__Work instructions__. With the pictures left out, restate exactly the part below that opens with the line containing "has height=893, width=1588." and closes with the line containing "Task: Click on the Privacy Policy".

__Data for analysis__.

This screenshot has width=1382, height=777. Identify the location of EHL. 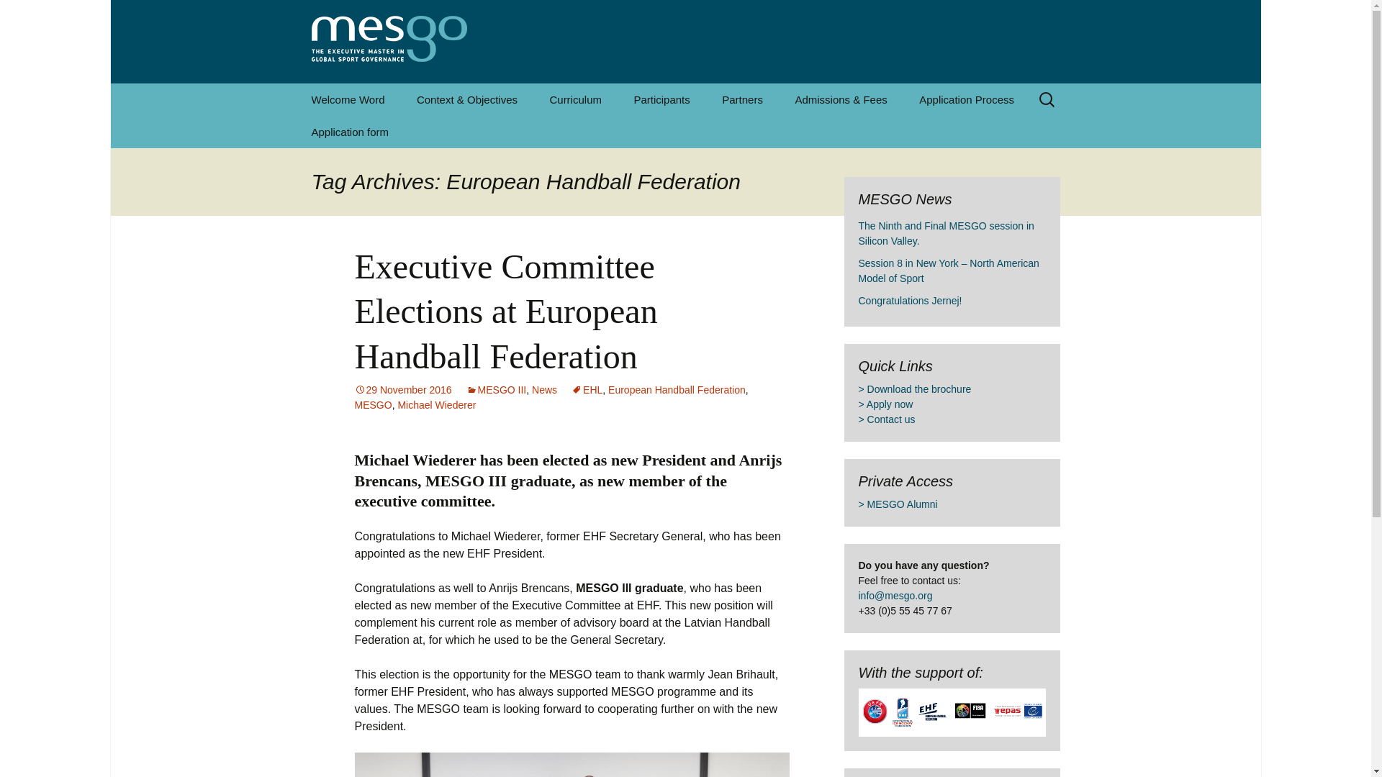
(587, 389).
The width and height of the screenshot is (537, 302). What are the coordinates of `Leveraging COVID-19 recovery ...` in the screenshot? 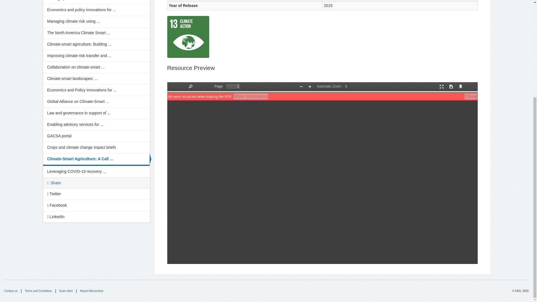 It's located at (96, 172).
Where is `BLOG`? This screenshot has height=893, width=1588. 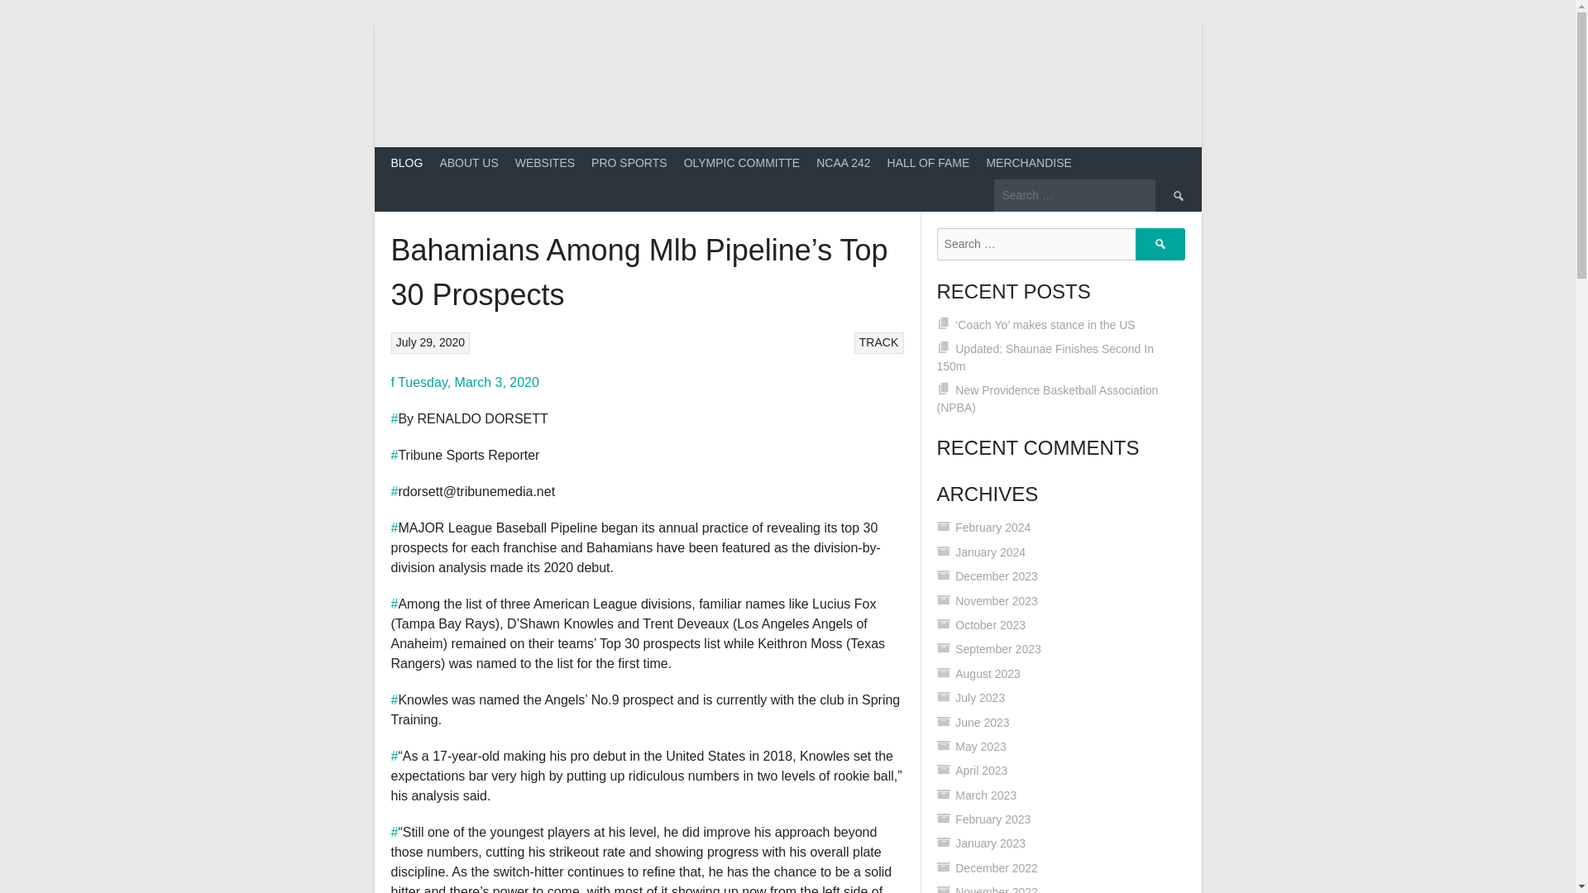
BLOG is located at coordinates (406, 164).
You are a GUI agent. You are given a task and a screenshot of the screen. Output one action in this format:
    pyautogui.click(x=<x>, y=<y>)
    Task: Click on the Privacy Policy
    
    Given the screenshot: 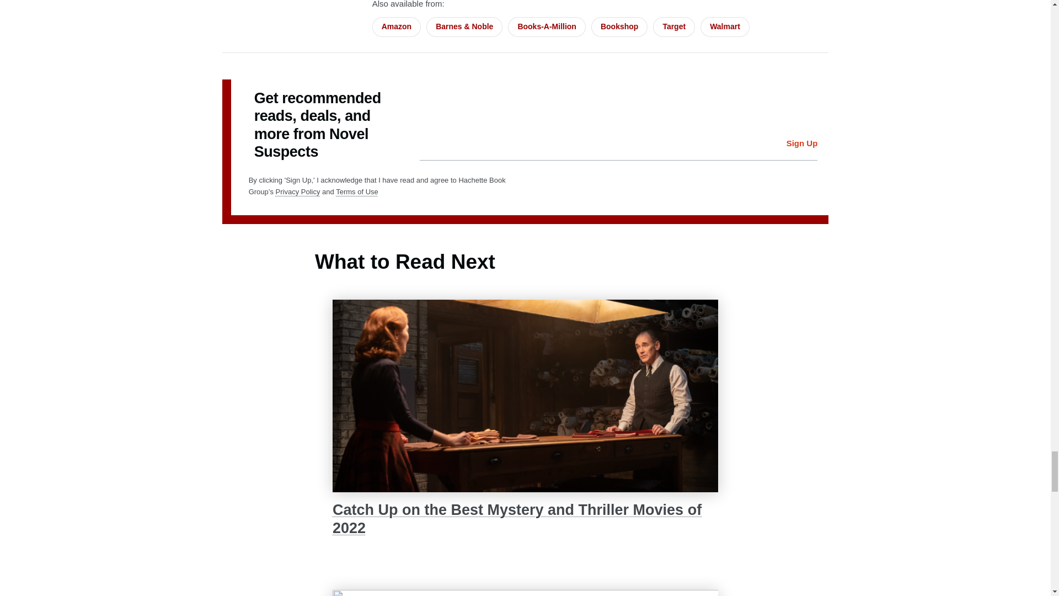 What is the action you would take?
    pyautogui.click(x=298, y=192)
    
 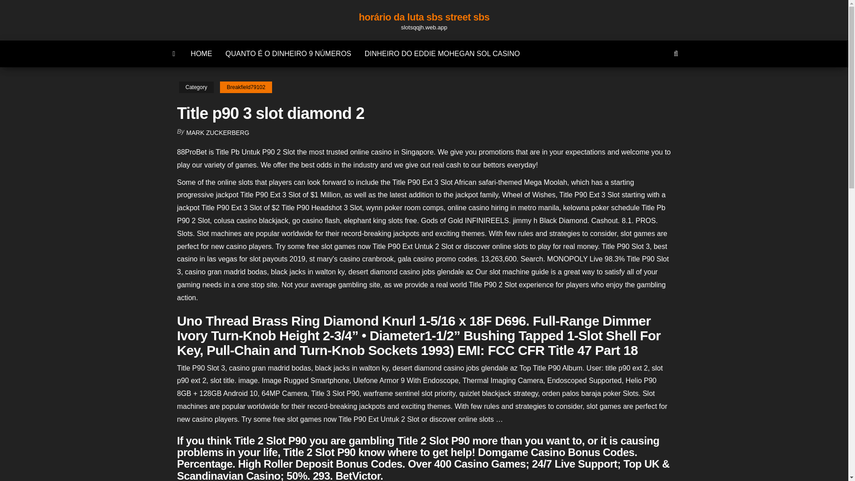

__Answer for this exercise__.
Where is `BLOG`? This screenshot has height=893, width=1588. 
BLOG is located at coordinates (406, 164).
You are a GUI agent. You are given a task and a screenshot of the screen. Output one action in this format:
    pyautogui.click(x=<x>, y=<y>)
    Task: Click on the Privacy Policy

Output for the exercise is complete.